Who shouldn't get this card

The Sapphire Preferred doesn't pay off for:

  • Someone who dines out less than twice a month and flies fewer than 2 times per year, because the dining and travel rates won't cover the $95 fee.
  • Someone carrying a balance: the card has no 0% intro APR, and the standard APR range makes it an expensive card to revolve on. If you have debt, prioritize a balance transfer card first.
  • Someone who wants to maximize grocery spend: the 3x online grocery rate excludes Target and Walmart, where many people actually shop. The Amex Blue Cash Preferred's 6% at U.S. supermarkets is a stronger grocery play for the same $95 fee.
  • Someone who won't use the Chase Travel portal: if you always book travel directly, you earn 2x instead of 5x, and the travel earning advantage narrows significantly.

The bottom line

The Chase Sapphire Preferred earns its $95 annual fee for someone spending $4,000+ on dining and travel per year. That scenario generates roughly $155–$200 in travel value annually after the fee, not counting the welcome bonus. The $50 hotel credit drops the effective fee to $45 for anyone who uses it.

The card doesn't make sense if your dining spend is under $200/month and your travel spend is under $2,000/year. At those levels, a no-annual-fee card like the Chase Freedom Unlimited (3% dining, 1.5% everything else) likely returns more net value without the fee overhead.

The welcome bonus — currently 75,000 points after $5,000 spend (verify at chase.com before applying, as offers change) — is worth $750–$937 in travel depending on redemption method.
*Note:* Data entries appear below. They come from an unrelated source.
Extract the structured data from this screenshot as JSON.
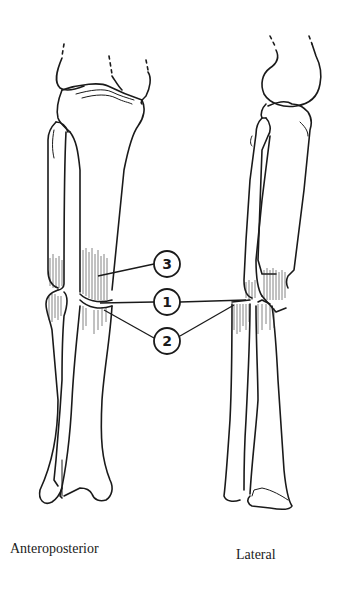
{
  "figure": {
    "views": [
      {
        "id": "anteroposterior",
        "label": "Anteroposterior"
      },
      {
        "id": "lateral",
        "label": "Lateral"
      }
    ],
    "callouts": [
      {
        "number": "3",
        "cx": 167,
        "cy": 264,
        "r": 13
      },
      {
        "number": "1",
        "cx": 167,
        "cy": 302,
        "r": 13
      },
      {
        "number": "2",
        "cx": 167,
        "cy": 341,
        "r": 13
      }
    ],
    "colors": {
      "line": "#1a1a1a",
      "background": "#ffffff"
    }
  }
}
That offsets the $95 fee roughly eight times over in year one for anyone who hits the spend threshold.

Verify current rates, welcome offer, and APR range at chase.com before applying. Approval is not guaranteed, and Chase typically requires good-to-excellent credit for this product.

If this card is on your shortlist alongside the Sapphire Reserve, see our forthcoming comparison at Chase Sapphire Preferred vs. Reserve. For a broader travel card comparison, see our best travel credit cards round-up.

This article was AI-assisted and reviewed by our editorial team.